Ingest is about getting data from its source into your pipeline. This could be reading records from a streaming source like Kinesis, pulling batch files from S3, or replicating a database via DMS. The key decisions here are how often (real-time vs batch), how much (throughput), and how reliably (replayability, exactly-once delivery).

Transform is where raw data becomes useful. You clean dirty records, convert formats (CSV to Parquet), join data from multiple sources, aggregate values, and apply business logic.
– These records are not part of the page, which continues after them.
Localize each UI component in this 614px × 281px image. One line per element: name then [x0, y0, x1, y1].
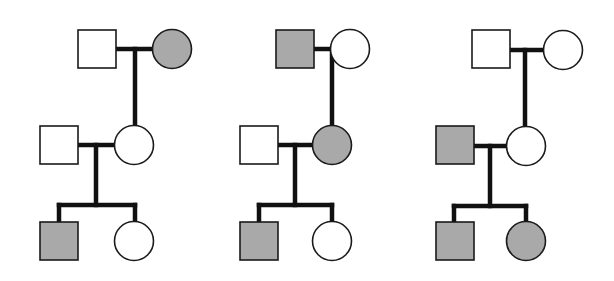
pedigree-canvas — [0, 0, 614, 281]
affected-female-circle — [153, 30, 192, 69]
affected-male-square — [276, 30, 314, 68]
affected-female-circle — [507, 222, 546, 261]
unaffected-male-square — [78, 30, 116, 68]
affected-male-square — [436, 222, 474, 260]
affected-male-square — [240, 222, 278, 260]
unaffected-female-circle — [544, 31, 583, 70]
affected-male-square — [436, 126, 474, 164]
unaffected-female-circle — [115, 222, 154, 261]
pedigree-3 — [436, 30, 583, 261]
unaffected-male-square — [240, 126, 278, 164]
unaffected-female-circle — [507, 127, 546, 166]
affected-male-square — [40, 222, 78, 260]
affected-female-circle — [313, 126, 352, 165]
pedigree-2 — [240, 30, 370, 261]
unaffected-female-circle — [313, 222, 352, 261]
unaffected-female-circle — [115, 126, 154, 165]
pedigree-1 — [40, 30, 192, 261]
unaffected-female-circle — [331, 30, 370, 69]
unaffected-male-square — [472, 30, 510, 68]
unaffected-male-square — [40, 126, 78, 164]
pedigree-diagram — [0, 0, 614, 281]
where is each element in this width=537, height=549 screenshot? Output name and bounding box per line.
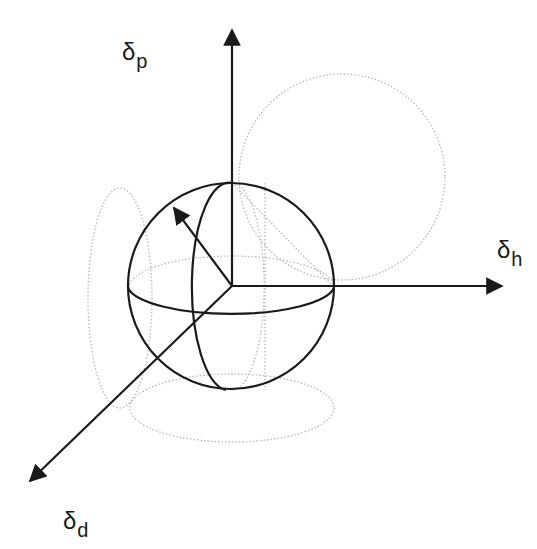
hansen-sphere-diagram: δp δh δd bbox=[0, 0, 537, 549]
projection-group bbox=[88, 74, 445, 442]
label-dp-sub: p bbox=[136, 50, 147, 72]
label-dd: δd bbox=[63, 509, 88, 533]
projection-ph-circle bbox=[239, 74, 445, 280]
label-dp-symbol: δ bbox=[122, 38, 135, 65]
vector-arrow bbox=[174, 208, 232, 286]
label-dp: δp bbox=[122, 40, 147, 64]
label-dh-symbol: δ bbox=[497, 236, 510, 263]
axes bbox=[30, 30, 502, 481]
label-dd-symbol: δ bbox=[63, 507, 76, 534]
sphere-meridian-front bbox=[192, 183, 232, 390]
diagram-svg bbox=[0, 0, 537, 549]
label-dh: δh bbox=[497, 238, 522, 262]
label-dd-sub: d bbox=[77, 519, 88, 541]
label-dh-sub: h bbox=[511, 248, 522, 270]
projection-hd-ellipse bbox=[130, 374, 334, 442]
projection-pd-ellipse bbox=[88, 188, 152, 408]
axis-dd-lowerleft bbox=[30, 286, 232, 481]
sphere-equator-front bbox=[128, 288, 334, 314]
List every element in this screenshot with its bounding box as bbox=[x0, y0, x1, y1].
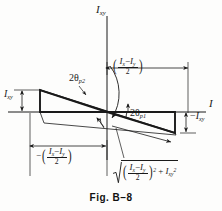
radius-label-leader bbox=[116, 128, 124, 158]
label-top-dimension: (Ix−Iy2) bbox=[112, 56, 143, 77]
angle-arc-lower-left bbox=[97, 118, 104, 128]
figure-drawing bbox=[0, 0, 222, 211]
axis-label-horizontal: I bbox=[209, 98, 213, 109]
label-ixy-positive: Ixy bbox=[4, 89, 13, 100]
label-radius-expression: (Ix−Iy2)2 + Ixy2 bbox=[113, 160, 178, 183]
left-ixy-dimension bbox=[14, 90, 41, 111]
angle-arc-2theta-p1 bbox=[126, 104, 128, 118]
figure-container: Ixy I Ixy −Ixy 2θp2 2θp1 (Ix−Iy2) −(Ix−I… bbox=[0, 0, 222, 211]
label-angle-2theta-p1: 2θp1 bbox=[130, 108, 146, 119]
radical-sign-icon bbox=[113, 161, 122, 184]
axis-label-vertical: Ixy bbox=[96, 4, 106, 17]
angle-leader-2theta-p2 bbox=[79, 86, 86, 95]
figure-caption: Fig. B–8 bbox=[0, 192, 222, 203]
radius-dimension-parallelogram bbox=[40, 112, 176, 135]
label-angle-2theta-p2: 2θp2 bbox=[69, 73, 85, 84]
label-bottom-dimension: −(Ix−Iy2) bbox=[36, 146, 72, 167]
label-ixy-negative: −Ixy bbox=[190, 111, 204, 122]
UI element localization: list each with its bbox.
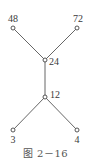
edge-48-24 bbox=[13, 28, 45, 60]
edge-12-3 bbox=[13, 97, 45, 130]
node-label-48: 48 bbox=[8, 13, 18, 24]
figure-caption: 图 2－16 bbox=[0, 145, 91, 160]
node-12 bbox=[43, 95, 47, 99]
edge-12-4 bbox=[45, 97, 77, 130]
node-label-12: 12 bbox=[50, 89, 60, 100]
node-72 bbox=[75, 26, 79, 30]
node-24 bbox=[43, 58, 47, 62]
node-label-4: 4 bbox=[75, 134, 80, 145]
node-label-3: 3 bbox=[11, 134, 16, 145]
node-3 bbox=[11, 128, 15, 132]
node-label-72: 72 bbox=[73, 13, 83, 24]
tree-diagram: 4872241234 bbox=[0, 0, 91, 164]
node-label-24: 24 bbox=[49, 56, 59, 67]
node-48 bbox=[11, 26, 15, 30]
node-4 bbox=[75, 128, 79, 132]
diagram-canvas: 4872241234 bbox=[0, 0, 91, 164]
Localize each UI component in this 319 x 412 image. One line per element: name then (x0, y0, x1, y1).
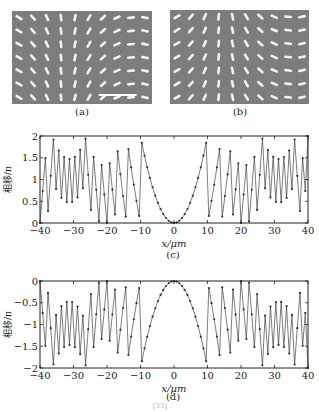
svg-text:1.5: 1.5 (22, 152, 38, 163)
svg-text:10: 10 (201, 225, 214, 236)
svg-text:−1.5: −1.5 (14, 341, 38, 352)
svg-text:相移/π: 相移/π (2, 166, 13, 193)
svg-text:30: 30 (268, 225, 281, 236)
svg-text:−0.5: −0.5 (14, 297, 38, 308)
svg-text:−30: −30 (63, 370, 84, 381)
svg-text:0: 0 (32, 276, 38, 287)
svg-text:x/μm: x/μm (162, 238, 187, 249)
svg-text:0.5: 0.5 (22, 196, 38, 207)
phase-chart-d: −40−30−20−10010203040−2−1.5−1−0.50x/μm相移… (0, 273, 319, 405)
nanoantenna-array-b (170, 10, 309, 104)
svg-text:−2: −2 (23, 363, 38, 374)
micrograph-a (12, 11, 152, 104)
svg-text:−30: −30 (63, 225, 84, 236)
svg-text:−20: −20 (96, 370, 117, 381)
panel-label-b: (b) (220, 106, 260, 117)
svg-text:40: 40 (302, 225, 315, 236)
svg-text:−10: −10 (130, 225, 151, 236)
svg-text:相移/π: 相移/π (2, 311, 13, 338)
svg-text:−20: −20 (96, 225, 117, 236)
micrograph-b (170, 10, 309, 104)
svg-text:−10: −10 (130, 370, 151, 381)
svg-text:1: 1 (32, 174, 38, 185)
svg-text:2: 2 (32, 131, 38, 142)
svg-text:30: 30 (268, 370, 281, 381)
panel-label-c: (c) (153, 249, 193, 260)
panel-label-a: (a) (62, 106, 102, 117)
figure-caption: [33] (60, 402, 260, 410)
svg-text:20: 20 (235, 370, 248, 381)
svg-text:0: 0 (171, 370, 177, 381)
nanoantenna-array-a (12, 11, 152, 104)
svg-text:0: 0 (32, 218, 38, 229)
svg-text:20: 20 (235, 225, 248, 236)
panel-label-d: (d) (153, 391, 193, 402)
svg-text:10: 10 (201, 370, 214, 381)
svg-text:0: 0 (171, 225, 177, 236)
svg-text:40: 40 (302, 370, 315, 381)
phase-chart-c: −40−30−20−1001020304000.511.52x/μm相移/π (0, 128, 319, 260)
caption-ref: [33] (153, 402, 167, 410)
svg-text:−1: −1 (23, 319, 38, 330)
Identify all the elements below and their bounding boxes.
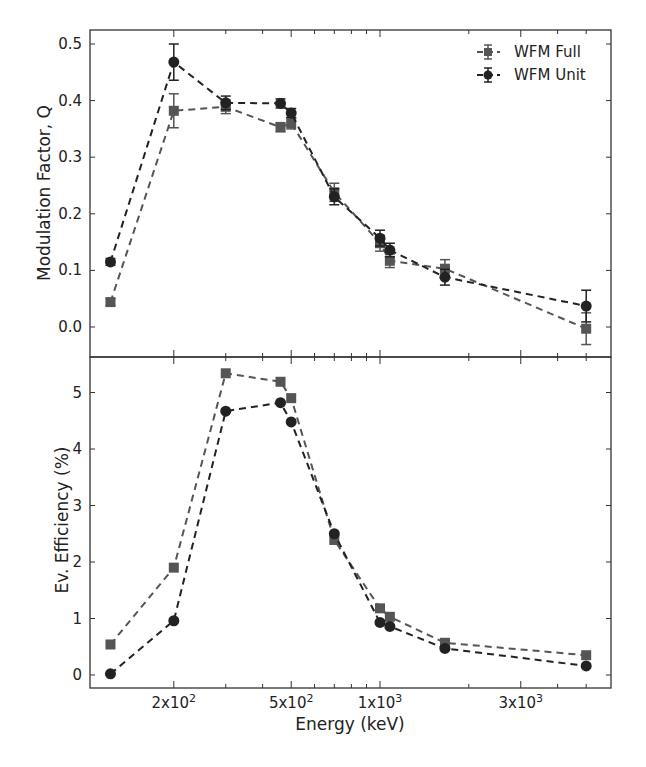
- top-y-axis-label: Modulation Factor, Q: [34, 105, 54, 281]
- data-point-circle: [275, 98, 286, 109]
- data-point-circle: [286, 416, 297, 427]
- data-point-circle: [375, 617, 386, 628]
- data-point-circle: [168, 615, 179, 626]
- data-point-circle: [439, 272, 450, 283]
- y-tick-label: 0.4: [58, 92, 82, 110]
- data-point-circle: [439, 643, 450, 654]
- data-point-circle: [105, 256, 116, 267]
- data-point-circle: [384, 621, 395, 632]
- circle-marker-icon: [484, 71, 493, 80]
- data-point-square: [105, 639, 115, 649]
- data-point-circle: [581, 660, 592, 671]
- data-point-circle: [220, 97, 231, 108]
- legend-label-wfm-full: WFM Full: [514, 43, 581, 61]
- data-point-circle: [220, 406, 231, 417]
- x-axis-label: Energy (keV): [295, 714, 405, 734]
- y-tick-label: 1: [72, 610, 82, 628]
- data-point-square: [169, 563, 179, 573]
- data-point-circle: [105, 668, 116, 679]
- bottom-y-axis-label: Ev. Efficiency (%): [52, 447, 72, 594]
- y-tick-label: 0.5: [58, 35, 82, 53]
- square-marker-icon: [484, 48, 492, 56]
- y-tick-label: 0.1: [58, 261, 82, 279]
- y-tick-label: 0.3: [58, 148, 82, 166]
- data-point-circle: [286, 108, 297, 119]
- data-point-square: [581, 324, 591, 334]
- data-point-square: [385, 612, 395, 622]
- data-point-square: [286, 393, 296, 403]
- y-tick-label: 0.0: [58, 318, 82, 336]
- data-point-circle: [375, 233, 386, 244]
- data-point-circle: [329, 528, 340, 539]
- data-point-square: [276, 122, 286, 132]
- y-tick-label: 3: [72, 497, 82, 515]
- data-point-square: [105, 297, 115, 307]
- data-point-square: [581, 650, 591, 660]
- y-tick-label: 5: [72, 384, 82, 402]
- data-point-circle: [384, 245, 395, 256]
- data-point-square: [169, 106, 179, 116]
- data-point-square: [221, 368, 231, 378]
- data-point-square: [375, 603, 385, 613]
- data-point-circle: [168, 57, 179, 68]
- data-point-circle: [581, 301, 592, 312]
- figure: 0.00.10.20.30.40.5 Modulation Factor, Q …: [0, 0, 646, 767]
- y-tick-label: 4: [72, 440, 82, 458]
- legend-label-wfm-unit: WFM Unit: [514, 66, 586, 84]
- y-tick-label: 2: [72, 553, 82, 571]
- y-tick-label: 0.2: [58, 205, 82, 223]
- data-point-circle: [329, 191, 340, 202]
- y-tick-label: 0: [72, 666, 82, 684]
- data-point-circle: [275, 397, 286, 408]
- data-point-square: [276, 377, 286, 387]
AWS Glue, EMR with Spark, Lambda, and Redshift stored procedures are the primary tools here — and the exam frequently tests which one to choose.

Store means placing transformed data where it can be efficiently queried. S3 for data lakes, Redshift for warehousing, DynamoDB for low-latency key-value lookups, and RDS/Aurora for relational needs. Storage selection depends on access patterns, query types, cost tolerance, and latency requirements.

Serve is how consumers access the data — through SQL queries in Athena or Redshift, dashboards in QuickSight, APIs via API Gateway, or direct S3 reads. The serve layer is where pipeline value is realized.

Orchestrate ties the other four stages together. Step Functions, MWAA (Airflow), EventBridge, and Glue workflows coordinate when each stage runs, handle dependencies between stages, and manage retries when things fail. Without orchestration, a pipeline is just a collection of disconnected scripts.

On this exam, most questions implicitly test one or two stages. When you see a scenario, immediately ask yourself: "Which stage is this question really about?" That narrows the service options dramatically.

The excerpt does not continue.